I don't quite follow this. Is the problem that rituals are no good? Or that they're essential, but they're too hard to access? - which is itself an odd notion, given that anyone can get access to them with a feat.
My objection to 4E rituals is that they are essentially self-serving money drains. In a balanced game, where narrative is player driven and focussed on what PCs can do, then the only worthwhile rituals are those based around crafting magic items.

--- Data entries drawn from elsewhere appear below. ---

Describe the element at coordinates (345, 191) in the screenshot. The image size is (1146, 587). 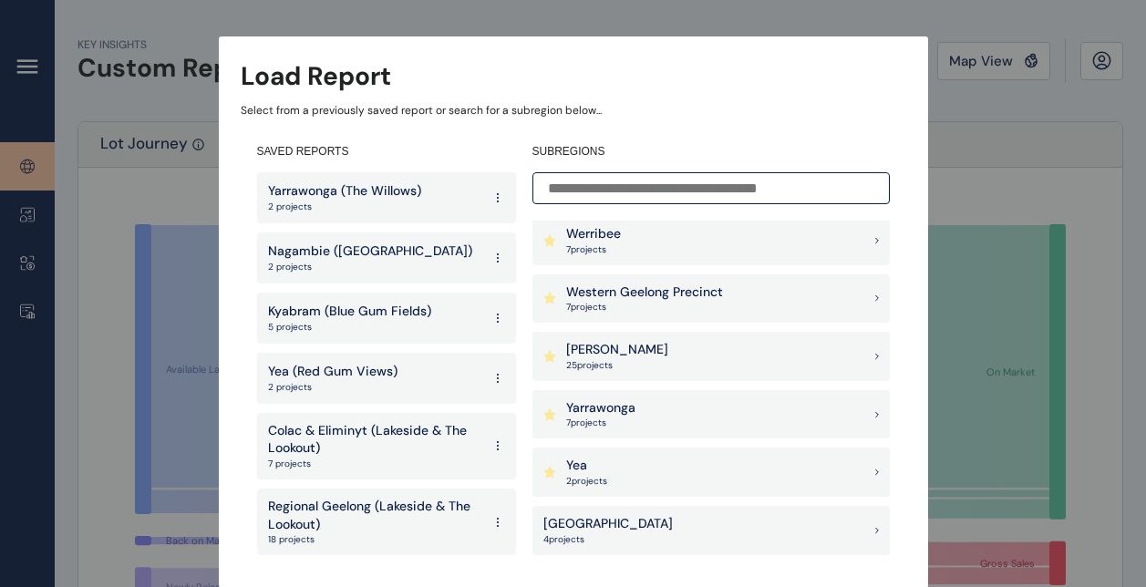
I see `p: Yarrawonga (The Willows)` at that location. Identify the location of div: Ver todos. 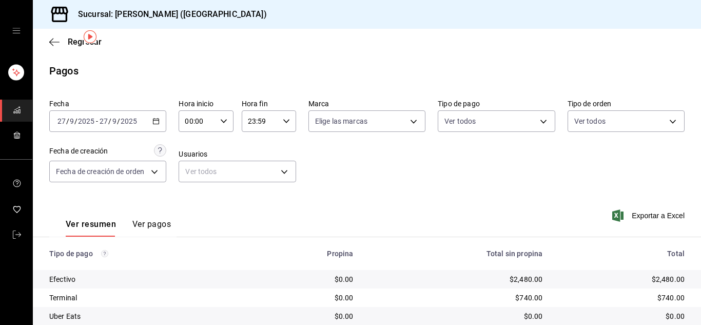
(237, 171).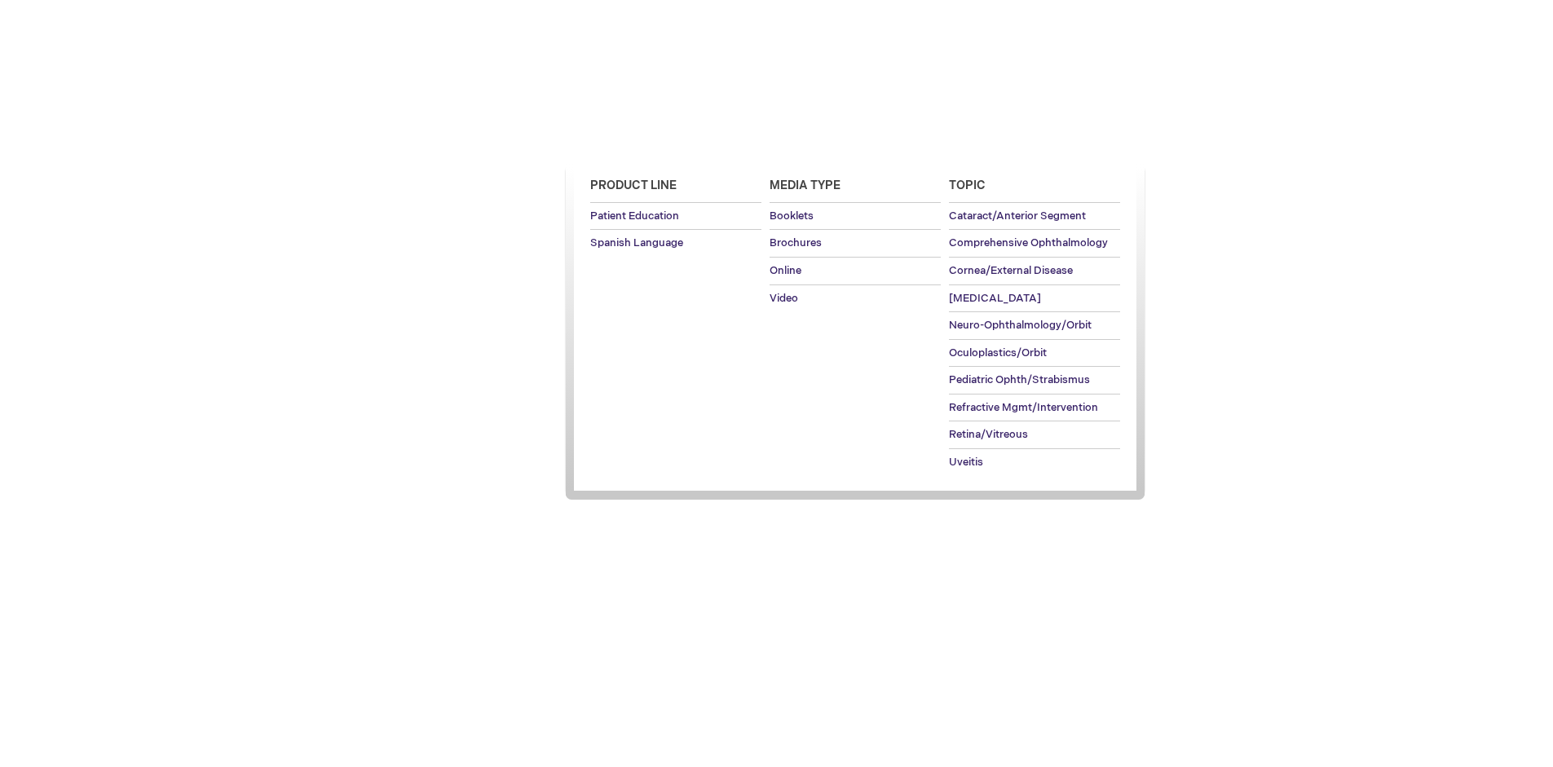  What do you see at coordinates (1019, 380) in the screenshot?
I see `span: Pediatric Ophth/Strabismus` at bounding box center [1019, 380].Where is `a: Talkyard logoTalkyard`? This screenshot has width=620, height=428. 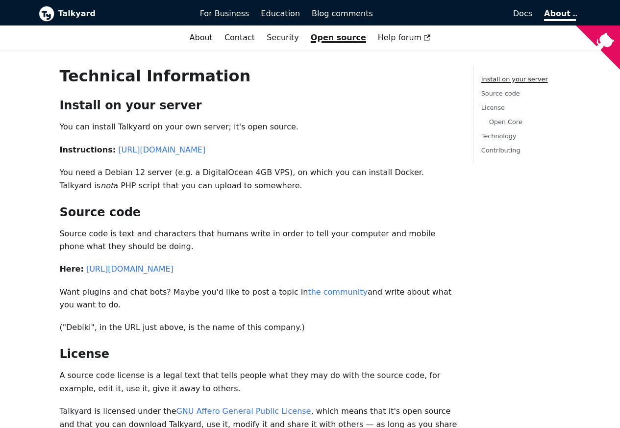 a: Talkyard logoTalkyard is located at coordinates (112, 14). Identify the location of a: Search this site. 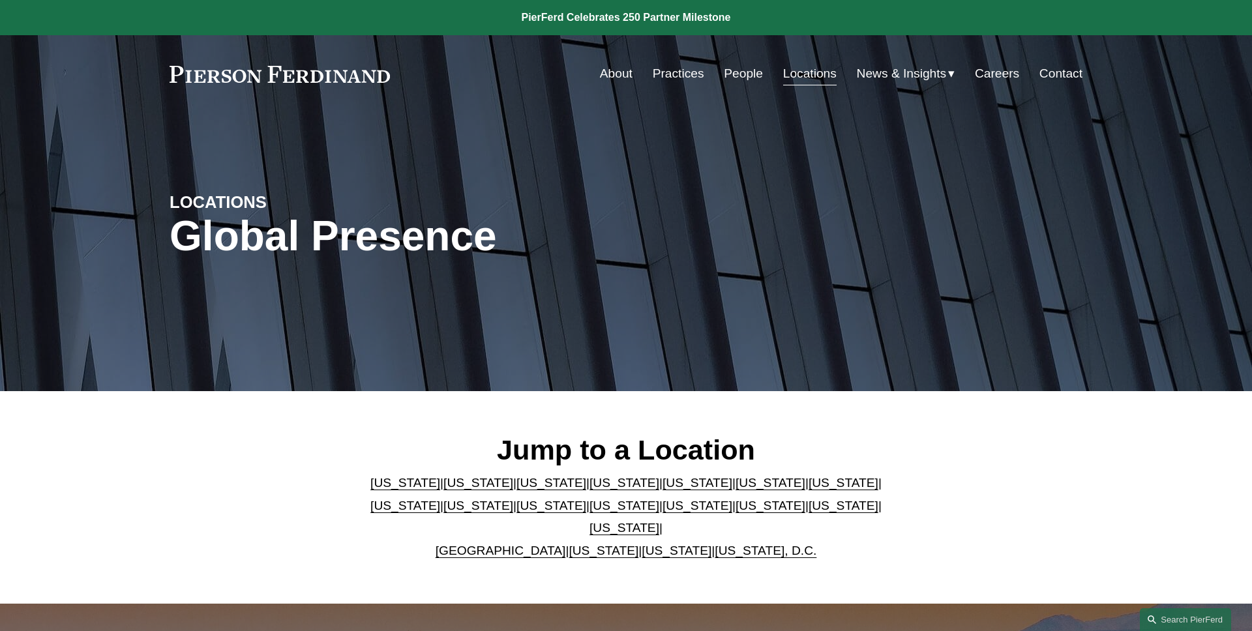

The rest are tools to solve problems that the DM cannot - in a fair game - present without an alternative path (that may or may not involve spending the same cash). The problem being that with the ritual you get to spend the players' cash resource (which is primarily in 4E a gamist resource for combat enhancements) on story elements (which primarily do not affect combat unless the DM makes significant effort to entangle the results).
At best, with some effort to the DM, the use or not of a ritual can be made a cost/benefit decision (e.g. Do we suffer loss of Healing Surge or spend 20 gold on Endure Elements).

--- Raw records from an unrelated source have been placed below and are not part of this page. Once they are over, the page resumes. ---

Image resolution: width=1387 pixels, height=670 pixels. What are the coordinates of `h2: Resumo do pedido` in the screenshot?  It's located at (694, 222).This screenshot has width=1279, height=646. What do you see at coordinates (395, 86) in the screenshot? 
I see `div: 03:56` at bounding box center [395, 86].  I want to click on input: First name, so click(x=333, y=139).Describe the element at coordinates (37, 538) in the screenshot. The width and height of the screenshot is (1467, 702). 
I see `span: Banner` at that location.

The problem in my eyes is resource contention by re-using gold for two diverging purposes. If rituals drew on some other resource, or gold was a story resource and not primarily for combat bolt-ons, then I think 4E's rituals would be sitting pretty.
An alternative "fix" could be attempted if gold investment in a ritual interplayed with taking or avoiding risks . . . a smart DM can set that up in 4E as-is, but only by considering what rituals were already available to the PCs, which is why I consider them "self-serving". Better from an (optimising) player's perspective not to have the rituals in the first place and avoid the issue.